Green: There are living family members and people that knew Bob intimately. There were tons of books that were written about Bob, but it was really about meeting people that knew him. And for me, that's the kind of character detail that hopefully winds up in the movie in ways that are hard to explain. 

For instance, Ziggy Marley, who was a producer on the film, he was 12 or 13 when his father passed. But he still knew his dad and he knew how his dad walked, he knew how his dad dressed, he knew how his dad operated. It was about mining those conversations for the common denominator. If all of these people said the same thing about Bob, it must be true. When one person said this, this person said that, it's trickier to know what is true. Everybody that I met was Bob Marley's best friend. Well, he either had a lot of best friends or… But the idea that they felt that way, that tells you a lot about the human being that he was. He made them feel like he was their best friend. And the loyalty! I'm 42, and I was born the year Bob died. The loyalty of 42 years of people still talking about Bob as if he was still here today. In Rastafarian culture, there is no death, and I think that's so beautiful. 
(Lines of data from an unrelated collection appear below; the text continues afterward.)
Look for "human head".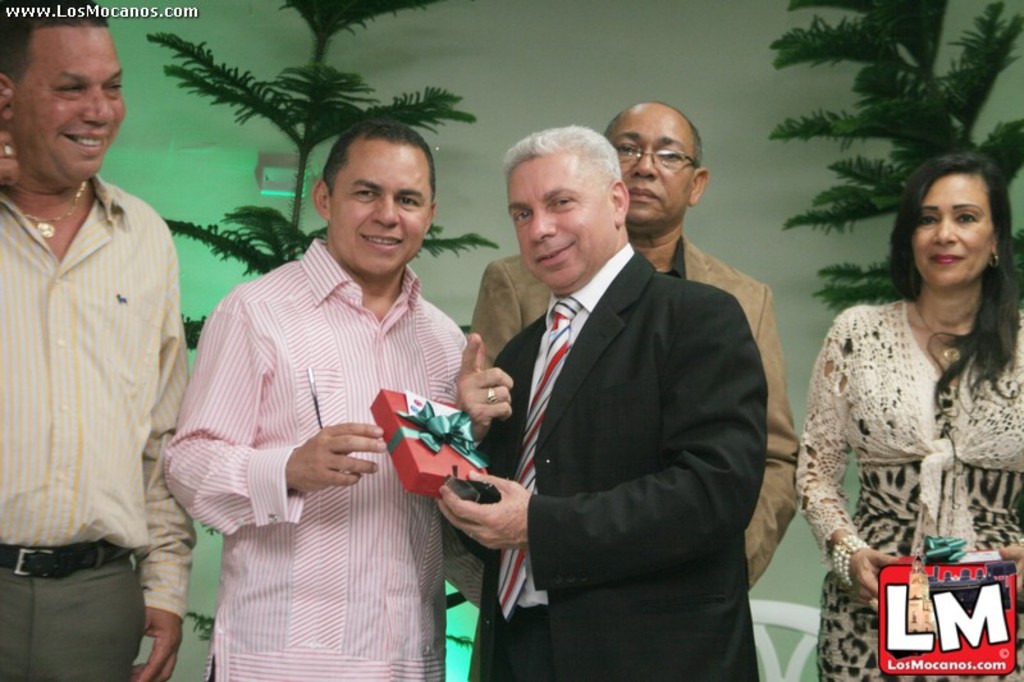
Found: [x1=599, y1=100, x2=710, y2=238].
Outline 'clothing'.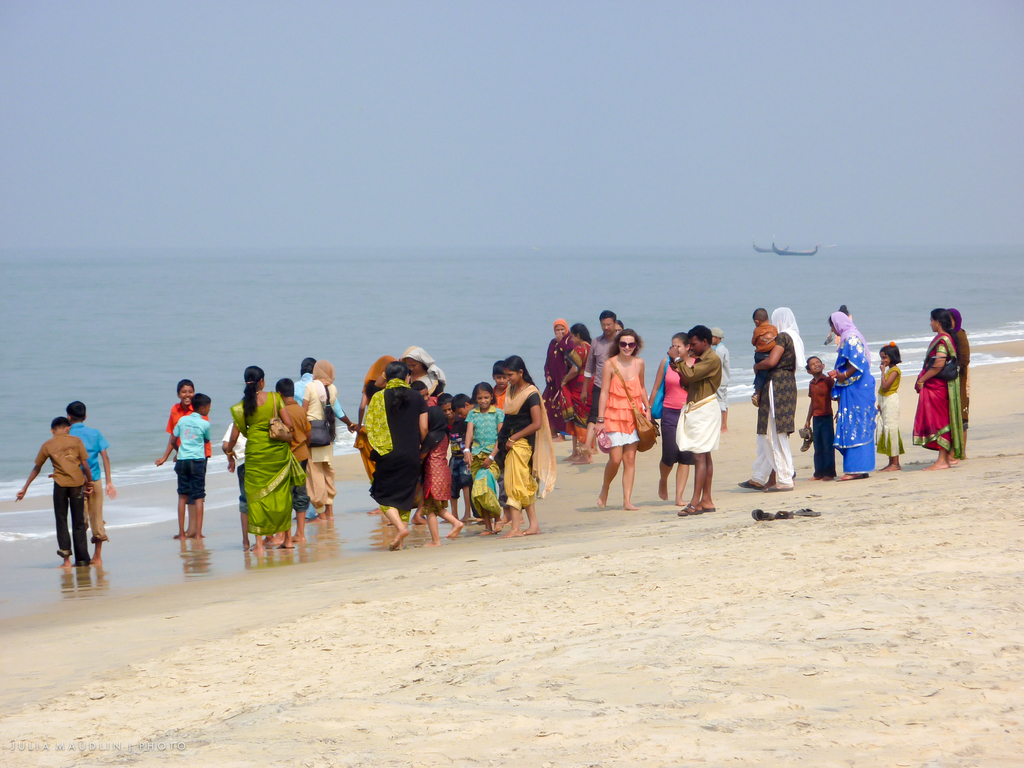
Outline: 599,372,637,447.
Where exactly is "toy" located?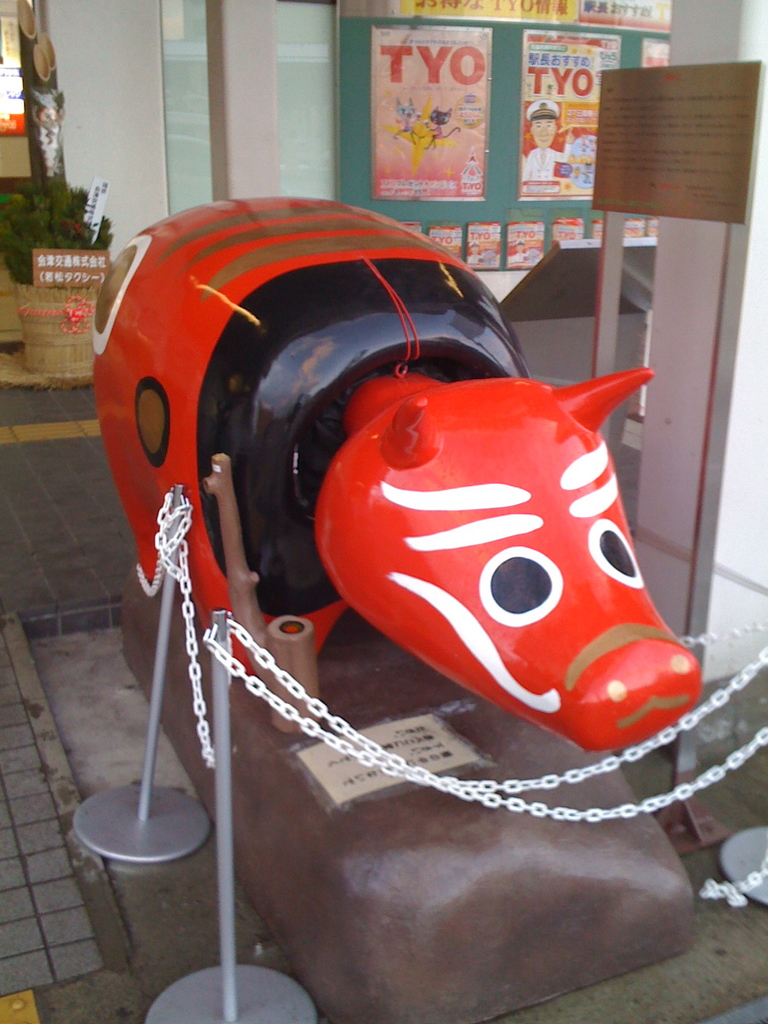
Its bounding box is <region>393, 83, 470, 166</region>.
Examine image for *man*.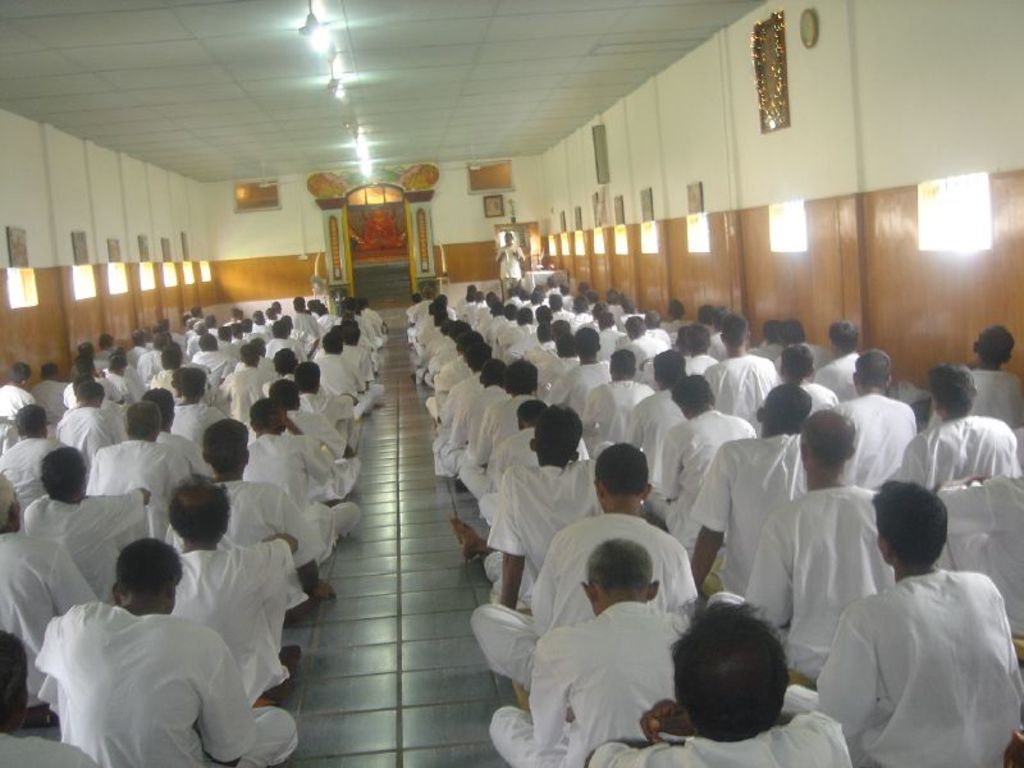
Examination result: x1=0 y1=366 x2=38 y2=444.
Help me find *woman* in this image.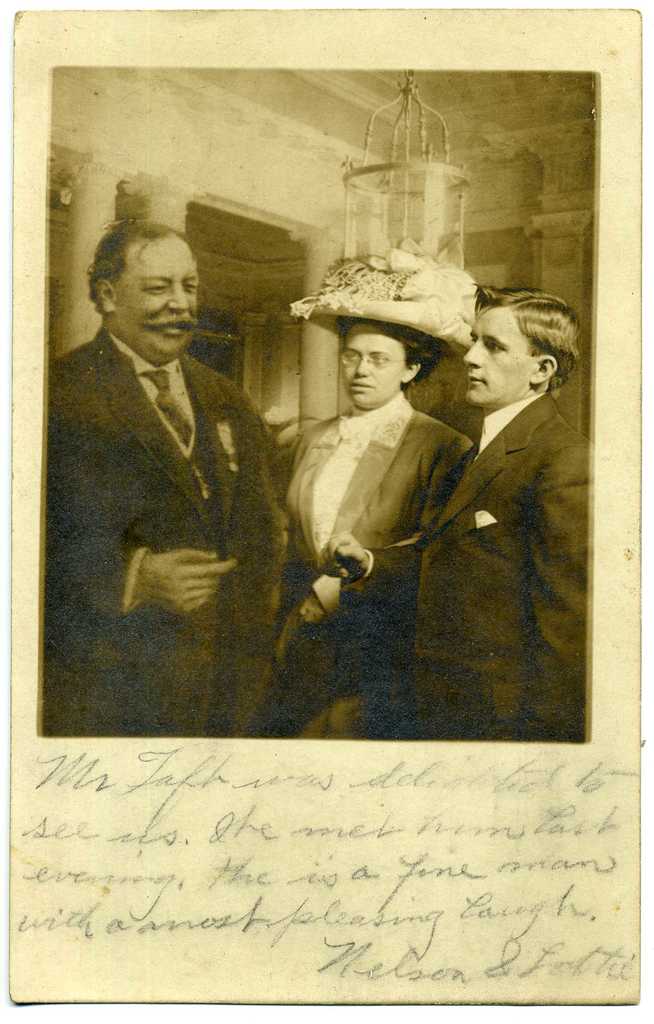
Found it: x1=288 y1=291 x2=494 y2=679.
Somebody told me a story. We were shooting a scene [where] Bob was coming off the plane in Jamaica, returning home for the One Love Peace Concert. We were shooting the scene and there was a driver that was supposed to pick him up from the airport. In my mind, the driver comes and Bob gets in the back seat. No—Bob would never, ever ride in the back seat without somebody in the passenger seat. He would never be driven by his common man. It just shows you the kind of person where he’s like, "You're not my chauffeur, you're my brother." 

This conversation is part of a series in which CULTURED asked filmmakers to reflect on a work of art that exposed them to new ways of seeing—and set the tone for a recent project. For more insight, read Lulu Wang on the Singaporean photographer whose work inspired both The Farewell and Expats, or Cord Jefferson on how Hollywood Shuffle helped shape American Fiction.